Was at the intersection of Weston Road and Sheppard Avenue West yesterday and noticed a new housing community and I could have sworn there used to be a plaza there. Perhaps I am wrong but does anyone have pics of what used to be there before the community now known as Westown.

No idea what the facility was, but from Google Earth's historical images it looks more like a warehouse or factory than a shopping plaza (very little parking for cars and lots of transport trucks)

From Google Earth's images, I make the following observations
-The site originally held three buildings on two properties. Not certain what the north property was, but the southern one was King Koil (mattresses) and Bedford furniture. The sign is still up in the Google streetview

https://maps.google.ca/maps?hl=en&l...=l0CK7A-Zrr0qxWp6Xnd-6g&cbp=12,353.23,,1,1.79

-The large northern and small central buildings look like they're in use in 2002, but closed down in the following year or two. The King Koil remains in use for a few more years.
-By 2005 the small central building has been demolished
-The entire site has been leveled by the fall of 2007
 
Well, IIRC most if not all of it may have started as a factory/warehouse/distribution centre, but by the 80s, at least, much of it had become what was ultimately No Frills, Zellers (?), and little or anything else...
 
Then and Now for July 9.


Then. c1920. W side of Lyndhurst, looking NW from just N of Austin Terrace.

661LyndhurstWsideNfromAustinc1920.jpg



Now. March 2012.

662.jpg




And, a couple more as a bonus. Not quite the same angle; I didn't feel it was appropriate to intrude on their 'space' by hopping a fence and standing on their lawn.

659LyndhurstNfromAustinTerraceWsidec1920.jpg


660.jpg
 
Those maps sometimes reflected just plans and not reality. It probably wasn't eliminated - it never existed.

The insurance atlases generally showed things as they were, at least in terms of plots and properties. I've seen a few instances where they correspond to documented name changes, appearance/disappearance of streets, disconnections, extensions. There are a few indications of projected streets with dotted lines, which is not the case there. Since the map indicates one structure built on that lozenge-shaped block and it seems to account for the odd course of Lyndhurst/Wells Hill as it is now, I don't see a reason to consider it a plan rather than reality at the time. Or why they would have planned a short and oddly shaped street like Esten Rd without bothering to build it.
 
The insurance atlases generally showed things as they were, at least in terms of plots and properties. I've seen a few instances where they correspond to documented name changes, appearance/disappearance of streets, disconnections, extensions. There are a few indications of projected streets with dotted lines, which is not the case there. Since the map indicates one structure built on that lozenge-shaped block and it seems to account for the odd course of Lyndhurst/Wells Hill as it is now, I don't see a reason to consider it a plan rather than reality at the time. Or why they would have planned a short and oddly shaped street like Esten Rd without bothering to build it.
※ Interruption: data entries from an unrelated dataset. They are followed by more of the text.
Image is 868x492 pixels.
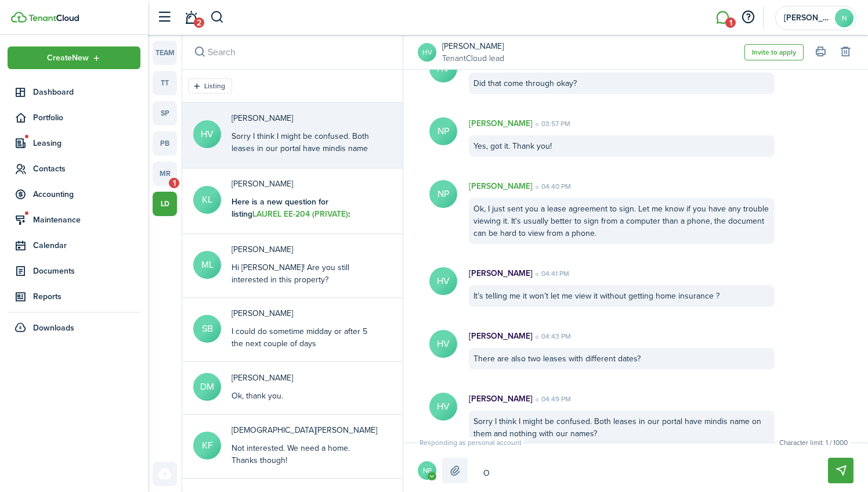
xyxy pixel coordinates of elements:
img: TenantCloud [11,12,27,22]
p: Dante moura [231,372,293,384]
avatar-text: HV [429,267,458,295]
avatar-text: KF [193,431,221,460]
button: Open menu [7,46,140,69]
avatar-text: HV [429,392,458,421]
div: There are also two leases with different dates? [469,348,774,369]
small: Character limit: 1 / 1000 [777,437,851,448]
time: 04:40 PM [533,181,571,192]
filter-tag: Open filter [188,78,232,94]
a: Notifications [180,2,202,32]
a: team [153,41,177,65]
span: Calendar [33,239,140,251]
p: Samuel Barney [231,307,376,319]
time: 03:57 PM [533,119,570,129]
p: Madison Lopez [231,243,376,256]
a: mr [153,162,177,186]
button: Invite to apply [744,44,803,61]
img: TenantCloud [28,14,79,22]
p: [PERSON_NAME] [469,117,533,129]
time: 04:41 PM [533,268,570,279]
p: [PERSON_NAME] [469,267,533,280]
div: Sorry I think I might be confused. Both leases in our portal have mindis name on them and nothing... [231,130,376,167]
button: Open resource center [738,7,758,27]
p: Harmony Vasquez [231,112,376,124]
div: I could do sometime midday or after 5 the next couple of days [231,325,376,349]
p: Kristen Farmer [231,424,377,436]
time: 04:49 PM [533,394,571,404]
p: [PERSON_NAME] [469,330,533,342]
p: [PERSON_NAME] [469,392,533,405]
filter-tag-label: Listing [204,80,225,91]
avatar-text: DM [193,373,221,401]
span: Dashboard [33,86,140,98]
avatar-text: NP [418,461,436,480]
a: pb [153,131,177,156]
avatar-text: N [835,8,854,27]
div: Hi [PERSON_NAME]! Are you still interested in this property? [231,261,376,285]
button: Delete [837,44,854,61]
input: search [182,35,403,69]
avatar-text: HV [429,330,458,358]
button: Search [210,7,225,27]
button: Send [828,458,854,483]
div: Yes, got it. Thank you! [469,135,774,157]
avatar-text: NP [429,180,458,208]
avatar-text: KL [193,186,221,214]
time: 04:43 PM [533,331,571,342]
span: Portfolio [33,111,140,124]
a: [PERSON_NAME] [442,40,504,52]
span: 2 [194,17,204,28]
span: Create New [47,54,89,62]
span: Maintenance [33,214,140,226]
div: It’s telling me it won’t let me view it without getting home insurance ? [469,285,774,307]
a: Reports [7,285,140,308]
div: Ok, I just sent you a lease agreement to sign. Let me know if you have any trouble viewing it. It... [469,198,774,244]
b: Here is a new question for listing : [231,196,350,220]
button: Open sidebar [153,7,175,28]
button: Search [192,44,208,61]
button: Print [812,44,829,61]
span: Responding as personal account [418,437,523,448]
a: TenantCloud lead [442,52,504,65]
span: Documents [33,265,140,277]
a: ld [153,192,177,216]
span: Reports [33,290,140,303]
span: Downloads [33,322,75,334]
span: Leasing [33,137,140,149]
div: Did that come through okay? [469,72,774,94]
a: HV [418,43,436,61]
div: I am interested in this rental and would like to schedule a tour. Please let me know when this wo... [231,196,376,256]
span: Contacts [33,163,140,175]
p: [PERSON_NAME] [469,180,533,192]
a: Dashboard [7,80,140,104]
a: tt [153,71,177,95]
div: Ok, thank you. [231,390,293,402]
avatar-text: HV [193,120,221,148]
span: Natalie [784,14,831,22]
p: Kelsi Lindberg [231,178,376,190]
avatar-text: SB [193,314,221,343]
avatar-text: NP [429,117,458,145]
div: Not interested. We need a home. Thanks though! [231,442,376,466]
avatar-text: ML [193,251,221,279]
span: Accounting [33,188,140,200]
div: Sorry I think I might be confused. Both leases in our portal have mindis name on them and nothing... [469,411,774,444]
span: 1 [169,178,179,188]
button: Open menu [418,461,442,483]
a: sp [153,101,177,125]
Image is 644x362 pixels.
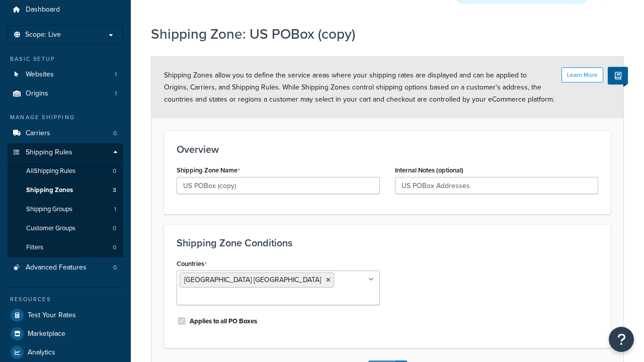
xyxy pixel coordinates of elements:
[8,124,124,143] li: Carriers
[113,264,117,272] span: 0
[8,200,124,219] a: Shipping Groups1
[8,143,124,258] li: Shipping Rules
[190,317,257,326] label: Applies to all PO Boxes
[25,71,54,79] span: Websites
[27,330,66,338] span: Marketplace
[26,224,76,233] span: Customer Groups
[177,167,240,175] label: Shipping Zone Name
[27,348,55,357] span: Analytics
[26,186,73,194] span: Shipping Zones
[27,311,76,320] span: Test Your Rates
[8,238,124,257] a: Filters0
[26,167,76,176] span: All Shipping Rules
[8,258,124,277] a: Advanced Features0
[113,224,116,233] span: 0
[8,65,124,84] li: Websites
[8,295,124,304] div: Resources
[26,243,43,252] span: Filters
[115,89,117,98] span: 1
[8,258,124,277] li: Advanced Features
[114,205,116,214] span: 1
[25,89,48,98] span: Origins
[8,343,124,361] a: Analytics
[177,237,598,248] h3: Shipping Zone Conditions
[8,181,124,200] a: Shipping Zones3
[113,186,116,194] span: 3
[113,167,116,176] span: 0
[25,148,73,157] span: Shipping Rules
[8,143,124,162] a: Shipping Rules
[8,84,124,103] a: Origins1
[8,325,124,343] a: Marketplace
[8,306,124,324] a: Test Your Rates
[177,260,207,268] label: Countries
[115,71,117,79] span: 1
[8,162,124,180] a: AllShipping Rules0
[184,275,321,285] span: [GEOGRAPHIC_DATA] [GEOGRAPHIC_DATA]
[8,238,124,257] li: Filters
[8,65,124,84] a: Websites1
[25,6,60,14] span: Dashboard
[8,124,124,143] a: Carriers0
[177,144,598,155] h3: Overview
[25,129,50,138] span: Carriers
[151,24,611,44] h1: Shipping Zone: US POBox (copy)
[8,1,124,19] a: Dashboard
[8,55,124,63] div: Basic Setup
[25,30,61,39] span: Scope: Live
[609,327,634,352] button: Open Resource Center
[395,167,464,174] label: Internal Notes (optional)
[8,84,124,103] li: Origins
[113,129,117,138] span: 0
[8,219,124,238] li: Customer Groups
[26,205,73,214] span: Shipping Groups
[562,68,603,82] button: Learn More
[8,219,124,238] a: Customer Groups0
[113,243,116,252] span: 0
[8,113,124,122] div: Manage Shipping
[608,67,628,84] button: Show Help Docs
[164,70,555,105] span: Shipping Zones allow you to define the service areas where your shipping rates are displayed and ...
[25,264,86,272] span: Advanced Features
[8,181,124,200] li: Shipping Zones
[8,200,124,219] li: Shipping Groups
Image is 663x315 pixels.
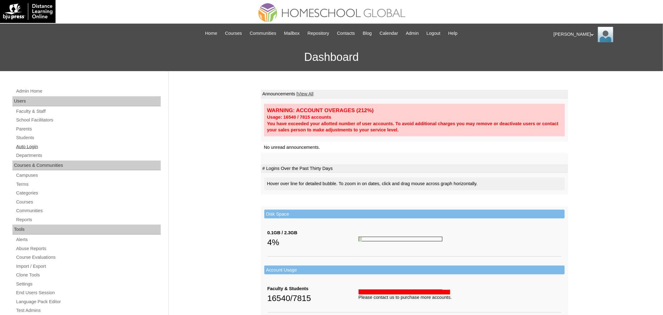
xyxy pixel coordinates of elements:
[16,216,161,224] a: Reports
[3,43,660,71] h3: Dashboard
[427,30,441,37] span: Logout
[16,189,161,197] a: Categories
[16,143,161,151] a: Auto Login
[16,245,161,252] a: Abuse Reports
[16,87,161,95] a: Admin Home
[16,289,161,296] a: End Users Session
[363,30,372,37] span: Blog
[16,116,161,124] a: School Facilitators
[16,298,161,305] a: Language Pack Editor
[16,151,161,159] a: Departments
[12,160,161,170] div: Courses & Communities
[12,96,161,106] div: Users
[359,294,562,300] div: Please contact us to purchase more accounts.
[403,30,422,37] a: Admin
[281,30,303,37] a: Mailbox
[16,134,161,142] a: Students
[264,177,565,190] div: Hover over line for detailed bubble. To zoom in on dates, click and drag mouse across graph horiz...
[267,115,332,120] strong: Usage: 16540 / 7815 accounts
[250,30,277,37] span: Communities
[261,142,568,153] td: No unread announcements.
[267,120,562,133] div: You have exceeded your allotted number of user accounts. To avoid additional charges you may remo...
[298,91,314,96] a: View All
[268,292,359,304] div: 16540/7815
[16,253,161,261] a: Course Evaluations
[16,280,161,288] a: Settings
[267,107,562,114] div: WARNING: ACCOUNT OVERAGES (212%)
[305,30,332,37] a: Repository
[16,171,161,179] a: Campuses
[264,265,565,274] td: Account Usage
[16,180,161,188] a: Terms
[16,207,161,215] a: Communities
[261,164,568,173] td: # Logins Over the Past Thirty Days
[284,30,300,37] span: Mailbox
[16,125,161,133] a: Parents
[380,30,398,37] span: Calendar
[205,30,217,37] span: Home
[268,236,359,248] div: 4%
[16,306,161,314] a: Test Admins
[598,27,614,42] img: Ariane Ebuen
[16,271,161,279] a: Clone Tools
[16,107,161,115] a: Faculty & Staff
[334,30,358,37] a: Contacts
[16,198,161,206] a: Courses
[16,262,161,270] a: Import / Export
[445,30,461,37] a: Help
[261,90,568,98] td: Announcements |
[3,3,52,20] img: logo-white.png
[424,30,444,37] a: Logout
[406,30,419,37] span: Admin
[225,30,242,37] span: Courses
[247,30,280,37] a: Communities
[377,30,401,37] a: Calendar
[554,27,657,42] div: [PERSON_NAME]
[202,30,220,37] a: Home
[268,285,359,292] div: Faculty & Students
[268,229,359,236] div: 0.1GB / 2.3GB
[12,224,161,234] div: Tools
[337,30,355,37] span: Contacts
[222,30,245,37] a: Courses
[449,30,458,37] span: Help
[264,210,565,219] td: Disk Space
[360,30,375,37] a: Blog
[16,236,161,243] a: Alerts
[308,30,329,37] span: Repository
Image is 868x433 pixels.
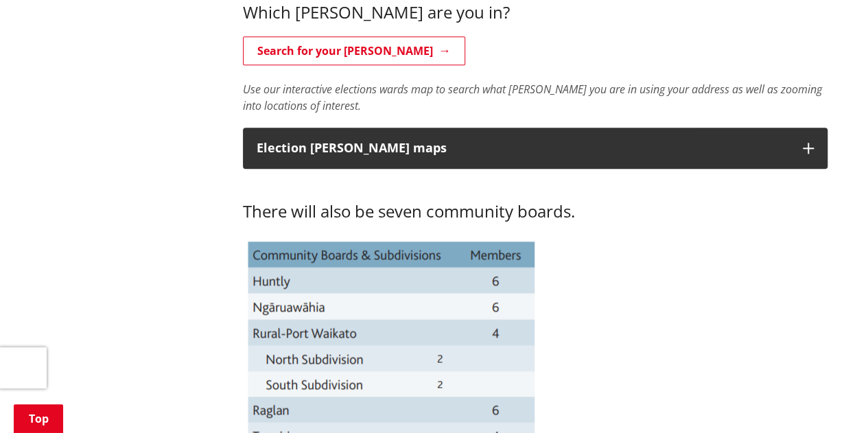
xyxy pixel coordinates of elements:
[243,128,828,169] button: Election [PERSON_NAME] maps
[243,36,465,65] a: Search for your [PERSON_NAME]
[805,376,855,425] iframe: Messenger Launcher
[243,3,828,22] h3: Which [PERSON_NAME] are you in?
[243,182,828,222] h3: There will also be seven community boards.
[257,141,789,155] p: Election [PERSON_NAME] maps
[243,82,822,113] em: Use our interactive elections wards map to search what [PERSON_NAME] you are in using your addres...
[13,404,63,433] a: Top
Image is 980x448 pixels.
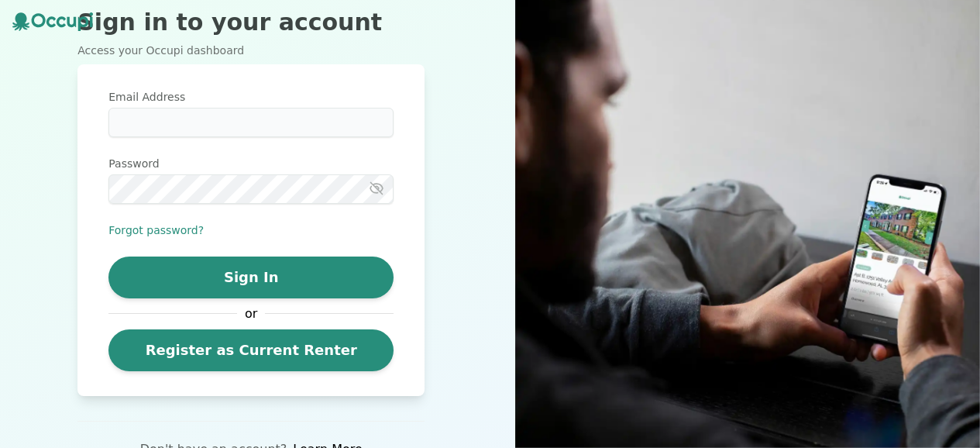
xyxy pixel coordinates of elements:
[108,256,393,298] button: Sign In
[78,9,425,36] h2: Sign in to your account
[78,43,425,58] p: Access your Occupi dashboard
[237,305,265,323] span: or
[108,329,393,371] a: Register as Current Renter
[108,222,203,238] button: Forgot password?
[108,156,393,171] label: Password
[108,89,393,104] label: Email Address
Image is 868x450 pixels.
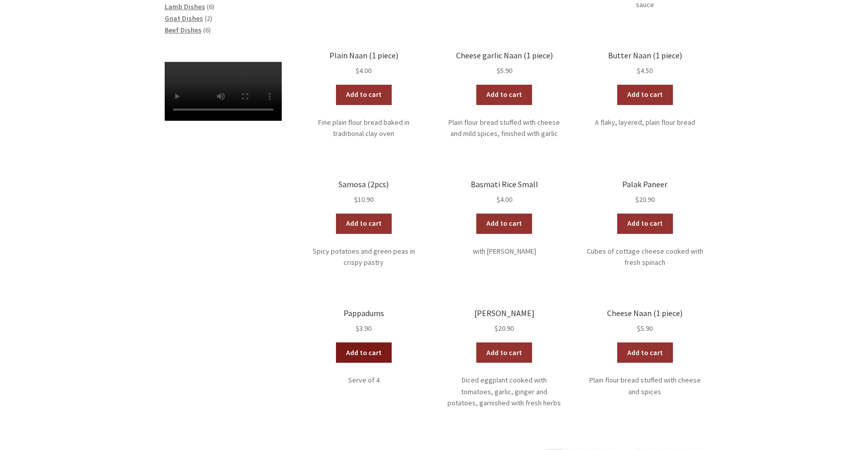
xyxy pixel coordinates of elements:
a: Goat Dishes [165,14,203,23]
bdi: 4.50 [637,66,653,75]
p: with [PERSON_NAME] [446,245,563,257]
a: Add to cart: “Cheese Naan (1 piece)” [617,342,673,362]
span: $ [354,194,358,204]
p: Serve of 4 [305,374,422,386]
a: Add to cart: “Plain Naan (1 piece)” [336,85,392,105]
p: Cubes of cottage cheese cooked with fresh spinach [587,245,703,268]
span: $ [355,66,359,75]
a: Butter Naan (1 piece) $4.50 [587,51,703,76]
p: Spicy potatoes and green peas in crispy pastry [305,245,422,268]
p: Fine plain flour bread baked in traditional clay oven [305,117,422,139]
a: Pappadums $3.90 [305,308,422,334]
p: Plain flour bread stuffed with cheese and spices [587,374,703,397]
a: Add to cart: “Basmati Rice Small” [476,213,532,234]
h2: Cheese garlic Naan (1 piece) [446,51,563,60]
a: Beef Dishes [165,25,201,34]
a: Add to cart: “Samosa (2pcs)” [336,213,392,234]
a: Cheese garlic Naan (1 piece) $5.90 [446,51,563,76]
span: $ [495,324,498,333]
p: A flaky, layered, plain flour bread [587,117,703,128]
a: Lamb Dishes [165,2,205,11]
p: Plain flour bread stuffed with cheese and mild spices, finished with garlic [446,117,563,139]
h2: Pappadums [305,308,422,318]
span: 6 [205,25,209,34]
span: $ [497,66,500,75]
h2: Basmati Rice Small [446,180,563,189]
h2: Palak Paneer [587,180,703,189]
a: Add to cart: “Aloo Bengan” [476,342,532,362]
h2: Plain Naan (1 piece) [305,51,422,60]
a: Cheese Naan (1 piece) $5.90 [587,308,703,334]
bdi: 20.90 [495,324,514,333]
a: Add to cart: “Pappadums” [336,342,392,362]
bdi: 10.90 [354,194,373,204]
a: Samosa (2pcs) $10.90 [305,180,422,205]
bdi: 5.90 [637,324,653,333]
h2: Butter Naan (1 piece) [587,51,703,60]
span: $ [637,66,640,75]
a: Plain Naan (1 piece) $4.00 [305,51,422,76]
span: $ [497,194,500,204]
bdi: 20.90 [635,194,655,204]
bdi: 4.00 [497,194,513,204]
span: 6 [209,2,212,11]
h2: Cheese Naan (1 piece) [587,308,703,318]
a: Basmati Rice Small $4.00 [446,180,563,205]
bdi: 3.90 [355,324,371,333]
span: $ [635,194,639,204]
a: Palak Paneer $20.90 [587,180,703,205]
h2: Samosa (2pcs) [305,180,422,189]
a: [PERSON_NAME] $20.90 [446,308,563,334]
h2: [PERSON_NAME] [446,308,563,318]
span: 2 [207,14,210,23]
span: $ [355,324,359,333]
span: $ [637,324,640,333]
a: Add to cart: “Palak Paneer” [617,213,673,234]
p: Diced eggplant cooked with tomatoes, garlic, ginger and potatoes, garnished with fresh herbs [446,374,563,408]
bdi: 5.90 [497,66,513,75]
bdi: 4.00 [355,66,371,75]
a: Add to cart: “Cheese garlic Naan (1 piece)” [476,85,532,105]
a: Add to cart: “Butter Naan (1 piece)” [617,85,673,105]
I was going from the 1924 map of north Leaside - the streets all have names - they aren't dotted lines - but they are a lot different from what was actually built. I assumed the map was based on the plans of subdivision #1908 and #1925, and by the time the area was actually developed in the 1940s the plans had changed.


Leaside1924.jpg
 
I was going from the 1924 map of north Leaside - the streets all have names - they aren't dotted lines - but they are a lot different from what was actually built. I assumed the map was based on the plans of subdivision #1908 and #1925, and by the time the area was actually developed in the 1940s the plans had changed.


Leaside1924.jpg

That's also possible (it looks like that atlas has addenda pasted in), but there's 'planned vs actually built' and then there's 'built and then rebuilt'. What did it look like in the 1940s?

Was Leaside planned as mostly residential but ultimately built with commercial, industrial and institutional additions? I'm thinking specifically of the effect on the roads in Leaside caused by industry east of Laird, the creation of Leaside High (1945) and Sunnybrook (1948).

I guess looking in the city archives is one way of seeing if certain streets actually ran as they appeared in the atlases.
 
That's also possible (it looks like that atlas has addenda pasted in), but there's 'planned vs actually built' and then there's 'built and then rebuilt'. What did it look like in the 1940s?

Like fields.
Here's a 1942 aerial photo of Leaside - unfortunately mostly south of Eglinton but you can see there wasn't much north of Eglinton.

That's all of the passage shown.